The Klan were so prominent in the town where Jordan lived they sponsored Little League teams.
Also do you know lynchings were still going on in the 70s and 80s in the South?
The Tuskeegee Institute records the last lynching in 1968 if memory serves. One MIGHT find one or two isolated instances after that, but then one could also find many horrendous black-on-white murders during that same time frame. To the extent that the Klan had its resurgence after World War II it had pretty much shot its wad by 1970, not to mention being thoroughly infiltrated by law enforcement. Starting in the fifties, most Klan murders were shootings or bombings anyway, as the Republican-led federal civil rights laws gave the federal government tools to impose federal murder sentences, thereby defeating Southern jury nullification. Lynchings were practical when the Klan could be assured that an all-white jury would not convict whites of murdering blacks, but once that went away AND they could never know who might be an informant lynchings became very, very rare and more secretive murders such as bombings and shootings took over.
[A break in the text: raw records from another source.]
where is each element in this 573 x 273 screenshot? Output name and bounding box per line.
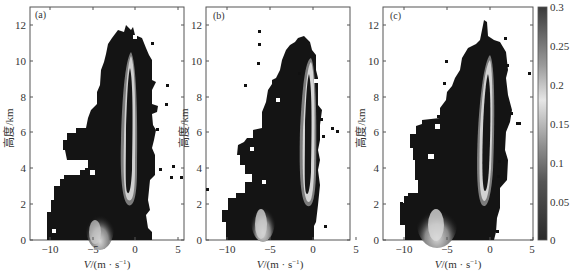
svg-text:−5: −5 [87, 243, 99, 255]
svg-text:−5: −5 [441, 243, 453, 255]
panel-a-label: (a) [35, 9, 46, 21]
panel-a: (a) [30, 7, 184, 250]
panel-b-label: (b) [213, 10, 225, 22]
svg-text:4: 4 [21, 162, 27, 174]
panel-c-label: (c) [390, 10, 401, 22]
svg-text:0: 0 [21, 234, 27, 246]
x-axis-label-c: V/(m · s−1) [435, 258, 482, 271]
svg-text:5: 5 [175, 243, 181, 255]
svg-text:4: 4 [197, 162, 203, 174]
x-axis-label-b: V/(m · s−1) [257, 258, 304, 271]
svg-text:0: 0 [487, 243, 493, 255]
svg-text:10: 10 [191, 55, 203, 67]
svg-text:8: 8 [374, 91, 380, 103]
panel-b: (b) [206, 7, 350, 242]
svg-text:0: 0 [197, 234, 203, 246]
svg-text:6: 6 [197, 126, 203, 138]
svg-text:0.3: 0.3 [550, 1, 564, 13]
svg-text:0: 0 [132, 243, 138, 255]
svg-text:0.1: 0.1 [550, 157, 564, 169]
svg-text:2: 2 [374, 198, 380, 210]
panel-c: (c) [383, 7, 533, 248]
svg-text:2: 2 [21, 198, 27, 210]
svg-text:5: 5 [529, 243, 535, 255]
svg-text:8: 8 [21, 91, 27, 103]
y-axis-label-c: 高度/km [354, 108, 367, 148]
svg-text:−10: −10 [395, 243, 413, 255]
svg-text:0.05: 0.05 [550, 196, 570, 208]
svg-text:10: 10 [15, 55, 27, 67]
svg-text:0: 0 [374, 234, 380, 246]
svg-text:−5: −5 [264, 243, 276, 255]
svg-text:12: 12 [191, 19, 202, 31]
svg-text:−10: −10 [41, 243, 59, 255]
svg-text:5: 5 [353, 243, 359, 255]
figure: (a) (b) [0, 0, 573, 273]
svg-text:4: 4 [374, 162, 380, 174]
svg-text:0.25: 0.25 [550, 40, 570, 52]
svg-text:8: 8 [197, 91, 203, 103]
svg-text:12: 12 [15, 19, 26, 31]
y-axis-label-b: 高度/km [177, 108, 190, 148]
svg-text:0.15: 0.15 [550, 118, 570, 130]
svg-text:−10: −10 [218, 243, 236, 255]
colorbar: 0 0.05 0.1 0.15 0.2 0.25 0.3 [538, 1, 570, 246]
svg-text:6: 6 [21, 126, 27, 138]
svg-text:2: 2 [197, 198, 203, 210]
svg-text:10: 10 [368, 55, 380, 67]
svg-text:12: 12 [368, 19, 379, 31]
y-axis-label-a: 高度/km [2, 108, 15, 148]
svg-text:0: 0 [550, 234, 556, 246]
svg-text:6: 6 [374, 126, 380, 138]
svg-text:0.2: 0.2 [550, 79, 564, 91]
x-axis-label-a: V/(m · s−1) [84, 258, 131, 271]
svg-text:0: 0 [310, 243, 316, 255]
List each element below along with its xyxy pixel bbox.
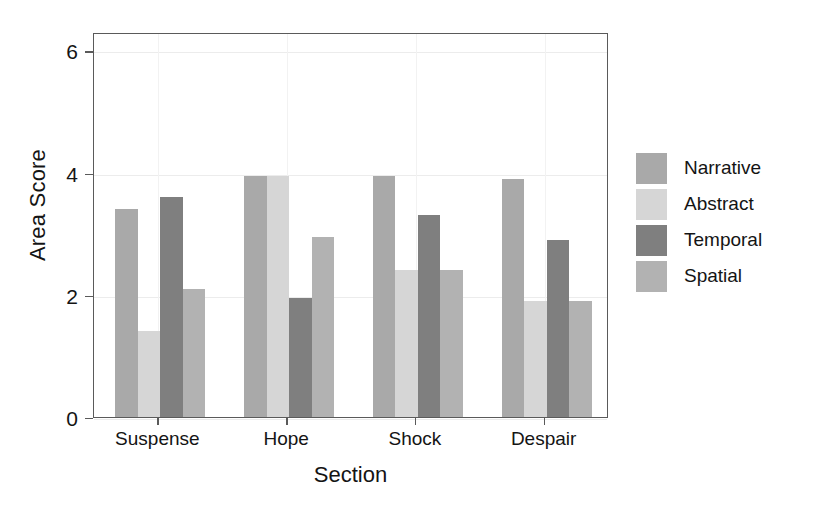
x-axis-tick-mark: [157, 418, 158, 425]
y-axis-tick-label: 2: [26, 285, 78, 309]
bar-temporal-hope: [289, 298, 312, 417]
x-axis-tick-label: Shock: [388, 428, 441, 450]
plot-area: [93, 33, 608, 418]
bar-abstract-suspense: [138, 331, 161, 417]
x-axis-title: Section: [93, 462, 608, 488]
bar-spatial-despair: [569, 301, 592, 417]
y-axis-tick-mark: [85, 296, 93, 297]
bar-spatial-suspense: [183, 289, 206, 417]
legend-swatch-temporal: [636, 225, 667, 256]
y-axis-tick-label: 6: [26, 40, 78, 64]
legend-swatch-abstract: [636, 189, 667, 220]
y-axis-tick-label: 0: [26, 407, 78, 431]
legend-label: Narrative: [684, 157, 761, 179]
y-axis-tick-label: 4: [26, 163, 78, 187]
x-axis-tick-mark: [415, 418, 416, 425]
legend-item-temporal[interactable]: Temporal: [636, 222, 822, 258]
bar-temporal-despair: [547, 240, 570, 417]
legend-swatch-spatial: [636, 261, 667, 292]
legend-label: Abstract: [684, 193, 754, 215]
legend-item-abstract[interactable]: Abstract: [636, 186, 822, 222]
bar-chart-figure: Area Score 0246 SuspenseHopeShockDespair…: [0, 0, 828, 515]
legend-item-narrative[interactable]: Narrative: [636, 150, 822, 186]
legend-item-spatial[interactable]: Spatial: [636, 258, 822, 294]
x-axis-tick-label: Despair: [511, 428, 576, 450]
legend-label: Spatial: [684, 265, 742, 287]
bar-temporal-suspense: [160, 197, 183, 417]
legend-label: Temporal: [684, 229, 762, 251]
x-axis-tick-mark: [544, 418, 545, 425]
gridline: [94, 52, 607, 53]
y-axis-tick-mark: [85, 174, 93, 175]
x-axis-tick-mark: [286, 418, 287, 425]
gridline: [94, 419, 607, 420]
bar-abstract-shock: [395, 270, 418, 417]
x-axis-tick-label: Hope: [263, 428, 308, 450]
bar-abstract-hope: [267, 176, 290, 417]
gridline: [94, 175, 607, 176]
y-axis-tick-mark: [85, 418, 93, 419]
bar-narrative-suspense: [115, 209, 138, 417]
bar-narrative-shock: [373, 176, 396, 417]
y-axis-title: Area Score: [25, 105, 51, 305]
legend: NarrativeAbstractTemporalSpatial: [636, 150, 822, 294]
bar-abstract-despair: [524, 301, 547, 417]
bar-narrative-despair: [502, 179, 525, 417]
bar-narrative-hope: [244, 176, 267, 417]
bar-spatial-hope: [312, 237, 335, 417]
bar-temporal-shock: [418, 215, 441, 417]
bar-spatial-shock: [440, 270, 463, 417]
legend-swatch-narrative: [636, 153, 667, 184]
y-axis-tick-mark: [85, 51, 93, 52]
x-axis-tick-label: Suspense: [115, 428, 200, 450]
I'd also be very, very surprised if the Klan truly sponsored a baseball team in 70s North Carolina. The Klan was always a secret organization, especially (for obvious reasons) when it was simultaneously committing murders. One of its would-be legit spin-offs such as the Concerned Citizen Committees maybe, or a local businessman known to be associated with the Klan. I know there was a brief period in the sixties when the Klan attempted to go semi-legit. I can remember my father talking about his father taking him to a "civic organization" meeting attempting to recruit whites and how my grandfather recognized it as a Klan front by the people in it. (In a small town, people knew who was in the Klan. Just can't sneak around in a small town.)